Supporting the Arts in Western Massachusetts and Beyond

October 15, 2019

REVIEW: Hartford Symphony Orchestra, Rhapsody in Blue


Hartford Symphony, The Bushnell, Hartford, CT
October 11-13, 2019
by Michael J. Moran

To launch the HSO’s 76th anniversary season and her own 9th season as its Music Director, Carolyn Kuan selected an all-American program which fittingly began with the traditional season-opening singalong national anthem, backed by a projection of the American flag behind the stage of the Belding Theater at the Bushnell.

The concert proper kicked off in high gear with Leonard Bernstein’s “Candide Overture.” In an elegant, refined account, Kuan’s careful balancing of orchestral sections at a barely restrained tempo revealed more inner detail than often emerges in a live performance of this exuberant score, but with no loss of the requisite excitement.

Kevin Cole
Long recognized as one of the world’s leading Gershwin pianists, Kevin Cole next played  an energetic rendition of that composer’s virtuosic “I Got Rhythm” Variations, followed by an even more bracing presentation of his jazzy “Rhapsody in Blue.” Kuan and the musicians supported him with panache in both works, particularly principal clarinetist Curt Blood’s sinuous take on the opening clarinet solo in “Rhapsody.” Standing ovations brought Cole back on stage for two solo encores: his own dazzling embellishments on Gershwin’s “Fascinating Rhythm” and, one more time, “I Got Rhythm.”

In a brief interview by Kuan between pieces, Cole told her that he had probably played “Rhapsody” over a thousand times by now. Even more remarkably, he has been deaf in one ear since 2018.

The concert closed after intermission with a vibrant account of what many critics consider “the great American symphony,” Aaron Copland’s third. Written in 1944-1946, it incorporates the composer’s famous 1942 “Fanfare for the Common Man” in its last movement. Committed playing by all HSO sections under Kuan’s dynamic leadership, from a spacious opening “Molto moderato,” through a forceful “Allegro molto,” a brooding “Andantino quasi allegretto,” and a stirring final “Molto deliberato – Allegro risoluto,” made a strong case for the piece.

The American theme of this program was also appropriate to follow the third annual naturalization ceremony in which this year ten Connecticut residents became new citizens of the United States on the Belding stage just before the Saturday concert.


• [Exercise brief]:
Once the pictures have been excluded, set down each remaining entry word for word.

===== Materials provided =====

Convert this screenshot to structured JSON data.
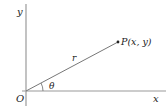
{
  "diagram": {
    "type": "polar-coordinates",
    "labels": {
      "y_axis": "y",
      "x_axis": "x",
      "origin": "O",
      "radius": "r",
      "angle": "θ",
      "point": "P(x, y)"
    },
    "colors": {
      "axis": "#9a9a9a",
      "ray": "#777777",
      "text": "#222222",
      "point": "#222222"
    }
  }
}
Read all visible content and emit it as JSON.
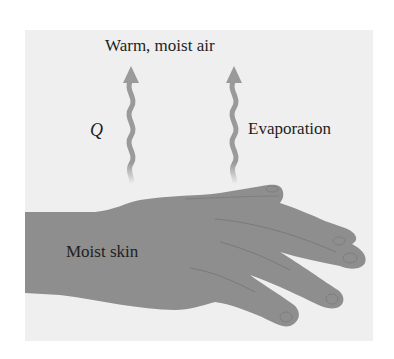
{
  "diagram": {
    "top_label": "Warm, moist air",
    "heat_label": "Q",
    "evaporation_label": "Evaporation",
    "skin_label": "Moist skin"
  },
  "colors": {
    "panel": "#efefef",
    "hand": "#8e8e8e",
    "arrow": "#9a9a9a",
    "text": "#1e1e1e"
  }
}
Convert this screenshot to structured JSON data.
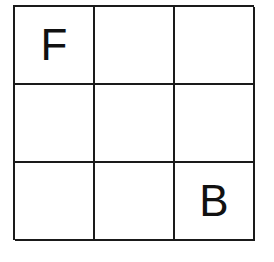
{
  "grid": {
    "rows": 3,
    "cols": 3,
    "cells": [
      [
        "F",
        "",
        ""
      ],
      [
        "",
        "",
        ""
      ],
      [
        "",
        "",
        "B"
      ]
    ]
  }
}
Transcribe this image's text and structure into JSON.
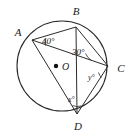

=====

• [Solution]:
Convert this screenshot to structured JSON data.
{
  "diagram": {
    "type": "polar-coordinates",
    "labels": {
      "y_axis": "y",
      "x_axis": "x",
      "origin": "O",
      "radius": "r",
      "angle": "θ",
      "point": "P(x, y)"
    },
    "colors": {
      "axis": "#9a9a9a",
      "ray": "#777777",
      "text": "#222222",
      "point": "#222222"
    }
  }
}
Read all visible content and emit it as JSON.
{
  "diagram": {
    "top_label": "Warm, moist air",
    "heat_label": "Q",
    "evaporation_label": "Evaporation",
    "skin_label": "Moist skin"
  },
  "colors": {
    "panel": "#efefef",
    "hand": "#8e8e8e",
    "arrow": "#9a9a9a",
    "text": "#1e1e1e"
  }
}
Convert this screenshot to structured JSON data.
{
  "grid": {
    "rows": 3,
    "cols": 3,
    "cells": [
      [
        "F",
        "",
        ""
      ],
      [
        "",
        "",
        ""
      ],
      [
        "",
        "",
        "B"
      ]
    ]
  }
}
Transcribe this image's text and structure into JSON.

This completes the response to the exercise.